Leonard Alfred George Strong (OB. 1910-15)

Posted by System Administrator on 17 Jun 2009

Modified by System Administrator on 06 Dec 2017

Works:
Poetry (Selected), Dublin Days (Ox: Blackwell 1921); Difficult Love (Blackwell 1927); The Lowery Road (1924); At Glenan’s Cross (1928); Northern Lights (London: Gollancz 1930); Call to the Swan (London: Hamish Hamilton 1936); The Doll (Leeds: Salamander Press 1947), front. Monique Duolos [500 copies]; The Body’s Imperfections: Collected Poems of L.A.G. Strong (London: Methuen 1957). [See first editions, infra.]

Short Stories, Doyle’s Rock and Other Stories (Ox: Blackwell 1925); Tuesday Afternoon and Other Stories (London: Gollancz 1935); The English Captain and Other Stories (London: Gollancz 1929); Sun on Water and Other Stories (London: Gollancz 1940); Darling Tom and Other Stories (London: Methuen 1952).

Novels, Dewer Rides (London: Gollancz 1929); The Jealous Ghost (1931); The Garden (London: Gollancz 1931); The Bay (London: Gollancz 1931), 280pp.; The Brothers (London: Gollancz 1932) Don Juan and the Wheelbarrow (London: Gollancz 1932) [see infra]; Sea Wall (London: Gollancz 1933) [set in S. County Dublin]; The Seven Arms (London: Gollancz 1935); The Last Enemy (London: Gollancz 1936); The Swift Shadow (London: Gollancz 1937); The Open Sky (London: Gollancz 1939); House in Disorder (London & Redhill: Lutterworth 1941); Slocombe Dies (London: Collins 1942); The Unpractised Heart (London: Gollancz 1942); The Director (London: Methuen 1944); All Fall Down (London: Collins 1944); Travellers (London: Methuen 1945; 1947), 297pp. [31 stories]; Deliverance (London: Methuen 1955);The Travellers (1945) [James Tait Black Memorial Prize]; Travannion ([?] 1945). Hill of Howth (London: Methuen 1953); The Light Above the Lake (London: Methuen 1958) [last novel].

Biography, Dr. Quicksilver 1660-1742, The Life and Times of Thomas Dover MD (London: A[Andrew] Merles 1955); The Minstrel Boy, A Portrait of Tom Moore (London: Hotter & Stoughton 1937); John McCormack, The Story of a Singer (London: Methuen 1941); John Millington Synge [for PEN] (London: Allen & Unwin 1941), 44p. [2]; also John Masefield [Writers and Their Works, 24] ([Longmans] 1952; reps. 1964; corr. rep. Longmans 1968); Henry of Agincourt (London: Nelson 1937), ill. Jack Matthews. Autobiography, Green Memory (1961). Also, Trevannion (London: Methuen 1948); Maude Cherill (London: Parrish 1949), 96pp.;

Commentary, A Letter to W. B. Yeats [Hogarth Letters No.6] (London: L. & V. Woolf, Hogarth Press 1932), pamph.; Personal Remarks (London: Peter Neville 1953) [var. NY 1953]; The Writer’s Trade [?Instructions to Young Writers] (London: Methuen 1953); The Sacred River, an Approach to James Joyce (London: Methuen 1949).

Miscellaneous, ‘The Novel: Assurances and Perplexities’, in The Author, Playwright and Composer, XLV, 4 (Summer 1935), pp.112-15; ‘James Joyce and the New Fiction’, in American Mercury, XXXV, 140 (August 1935), pp.434-37 [also as ‘What is Joyce Doing with the Novel?’, in John O’London’s Weekly, XXXIV, 881, 29 Feb. 1936, pp.821-26; infra]; ‘James Joyce’, in Derek Verschoyle, ed., The English Novelists: A Survey of the Novel by Twenty Contemporary Novelists (London: Chatto & Windus, 1936); with C. Day Lewis, New Anthology of Modern Verse (London: Methuen 1940); English for Pleasure, intro. Mary Somerville (Sch. Broadcasting Dir. 1941, 1942); The Rolling Road: The Story of travel on the Roads of Britain and the Development of Public Passenger Transport (London: Hutchinson 1956), 288pp.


=== EXERCISE DESCRIPTION ===
Among the lines below, return each one that contains the word "Safe".

[Recorded data]
........

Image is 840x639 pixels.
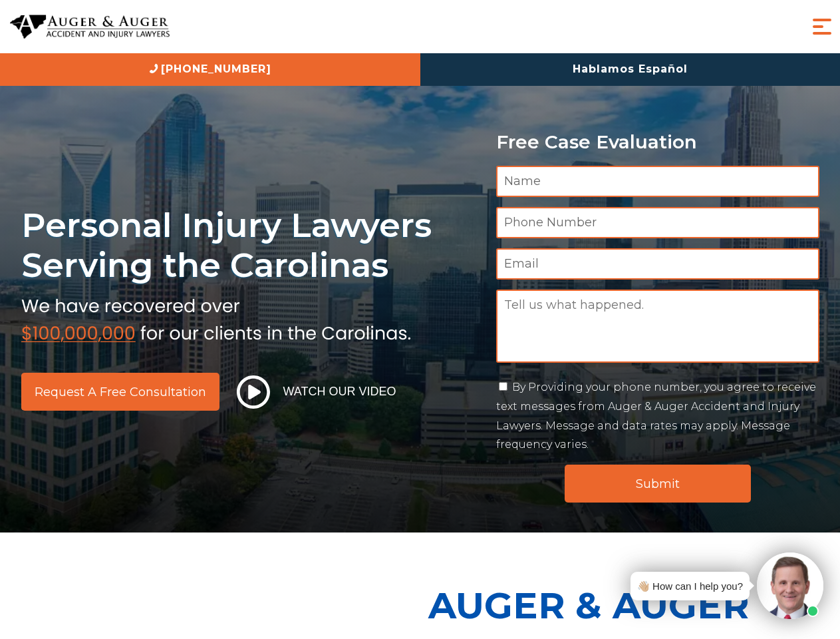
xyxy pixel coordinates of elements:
[496,380,816,451] label: By Providing your phone number, you agree to receive text messages from Auger & Auger Accident an...
[233,375,400,409] button: Watch Our Video
[496,165,819,197] input: Name
[428,572,833,638] p: Auger & Auger
[21,372,219,410] a: Request a Free Consultation
[565,465,751,503] input: Submit
[496,248,819,280] input: Email
[756,553,823,619] img: Intaker widget Avatar
[21,292,411,342] img: sub text
[496,207,819,239] input: Phone Number
[21,205,480,285] h1: Personal Injury Lawyers Serving the Carolinas
[637,577,742,595] div: 👋🏼 How can I help you?
[10,15,170,40] img: Auger & Auger Accident and Injury Lawyers Logo
[808,13,836,40] button: Menu
[496,132,819,152] p: Free Case Evaluation
[34,386,206,398] span: Request a Free Consultation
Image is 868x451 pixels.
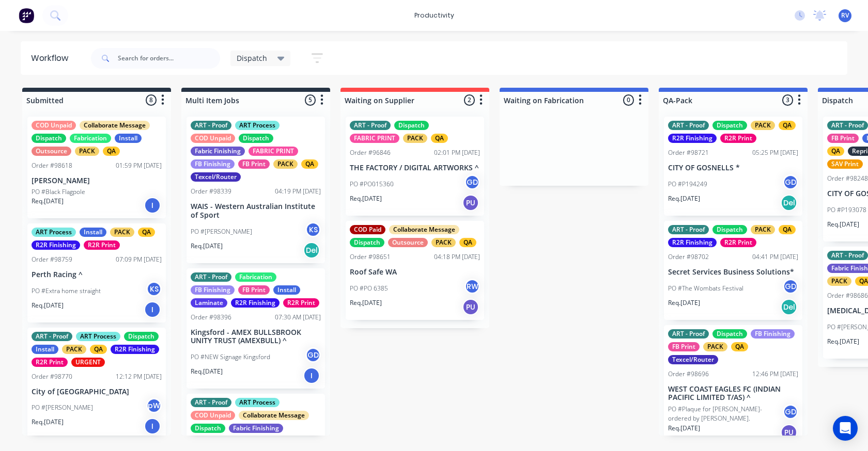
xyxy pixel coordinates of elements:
[239,411,309,420] div: Collaborate Message
[27,117,166,219] div: COD UnpaidCollaborate MessageDispatchFabricationInstallOutsourcePACKQAOrder #9861801:59 PM [DATE]...
[146,281,162,297] div: KS
[668,385,798,403] p: WEST COAST EAGLES FC (INDIAN PACIFIC LIMITED T/AS) ^
[350,299,382,308] p: Req. [DATE]
[713,121,747,130] div: Dispatch
[284,299,319,308] div: R2R Print
[191,203,321,220] p: WAIS - Western Australian Institute of Sport
[191,329,321,346] p: Kingsford - AMEX BULLSBROOK UNITY TRUST (AMEXBULL) ^
[668,405,783,423] p: PO #Plaque for [PERSON_NAME]- ordered by [PERSON_NAME].
[783,404,798,420] div: GD
[27,328,166,440] div: ART - ProofART ProcessDispatchInstallPACKQAR2R FinishingR2R PrintURGENTOrder #9877012:12 PM [DATE...
[144,418,161,435] div: I
[751,329,795,339] div: FB Finishing
[350,194,382,203] p: Req. [DATE]
[346,221,484,320] div: COD PaidCollaborate MessageDispatchOutsourcePACKQAOrder #9865104:18 PM [DATE]Roof Safe WAPO #PO 6...
[779,121,796,130] div: QA
[249,147,298,156] div: FABRIC PRINT
[31,358,68,367] div: R2R Print
[116,372,162,381] div: 12:12 PM [DATE]
[350,180,394,189] p: PO #PO015360
[144,197,161,214] div: I
[431,238,456,247] div: PACK
[668,194,700,203] p: Req. [DATE]
[31,372,72,381] div: Order #98770
[302,159,318,169] div: QA
[31,255,72,264] div: Order #98759
[31,134,66,143] div: Dispatch
[781,299,798,315] div: Del
[668,148,709,157] div: Order #98721
[350,238,385,247] div: Dispatch
[668,329,709,339] div: ART - Proof
[84,241,120,250] div: R2R Print
[79,121,150,130] div: Collaborate Message
[115,134,141,143] div: Install
[70,134,111,143] div: Fabrication
[191,285,235,295] div: FB Finishing
[275,313,321,322] div: 07:30 AM [DATE]
[752,148,798,157] div: 05:25 PM [DATE]
[116,255,162,264] div: 07:09 PM [DATE]
[19,8,34,23] img: Factory
[704,342,728,351] div: PACK
[275,187,321,196] div: 04:19 PM [DATE]
[31,177,162,185] p: [PERSON_NAME]
[231,299,279,308] div: R2R Finishing
[110,228,134,237] div: PACK
[31,271,162,279] p: Perth Racing ^
[781,425,798,441] div: PU
[71,358,105,367] div: URGENT
[350,268,480,277] p: Roof Safe WA
[31,197,63,206] p: Req. [DATE]
[191,242,223,251] p: Req. [DATE]
[828,174,868,183] div: Order #98248
[664,325,803,446] div: ART - ProofDispatchFB FinishingFB PrintPACKQATexcel/RouterOrder #9869612:46 PM [DATE]WEST COAST E...
[751,121,775,130] div: PACK
[781,195,798,211] div: Del
[828,277,852,286] div: PACK
[668,299,700,308] p: Req. [DATE]
[31,388,162,397] p: City of [GEOGRAPHIC_DATA]
[305,347,321,363] div: GD
[828,220,860,229] p: Req. [DATE]
[191,227,252,237] p: PO #[PERSON_NAME]
[303,367,320,384] div: I
[191,159,235,169] div: FB Finishing
[75,147,99,156] div: PACK
[668,121,709,130] div: ART - Proof
[463,195,479,211] div: PU
[31,418,63,427] p: Req. [DATE]
[103,147,120,156] div: QA
[191,273,231,282] div: ART - Proof
[394,121,429,130] div: Dispatch
[191,353,270,362] p: PO #NEW Signage Kingsford
[465,175,480,190] div: GD
[431,134,448,143] div: QA
[751,225,775,235] div: PACK
[305,222,321,237] div: KS
[350,121,391,130] div: ART - Proof
[238,285,270,295] div: FB Print
[237,53,268,63] span: Dispatch
[303,242,320,259] div: Del
[138,228,155,237] div: QA
[27,223,166,323] div: ART ProcessInstallPACKQAR2R FinishingR2R PrintOrder #9875907:09 PM [DATE]Perth Racing ^PO #Extra ...
[779,225,796,235] div: QA
[828,159,863,169] div: SAV Print
[235,121,279,130] div: ART Process
[828,121,868,130] div: ART - Proof
[118,48,220,69] input: Search for orders...
[187,117,325,263] div: ART - ProofART ProcessCOD UnpaidDispatchFabric FinishingFABRIC PRINTFB FinishingFB PrintPACKQATex...
[31,161,72,171] div: Order #98618
[235,398,279,407] div: ART Process
[116,161,162,171] div: 01:59 PM [DATE]
[668,225,709,235] div: ART - Proof
[191,411,235,420] div: COD Unpaid
[31,52,73,65] div: Workflow
[434,148,480,157] div: 02:01 PM [DATE]
[668,355,718,365] div: Texcel/Router
[229,424,284,433] div: Fabric Finishing
[191,398,231,407] div: ART - Proof
[144,301,161,318] div: I
[389,225,460,235] div: Collaborate Message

........

=== SOLUTION ===
[346,221,484,320] div: COD PaidCollaborate MessageDispatchOutsourcePACKQAOrder #9865104:18 PM [DATE]Roof Safe WAPO #PO 6...
[350,268,480,277] p: Roof Safe WA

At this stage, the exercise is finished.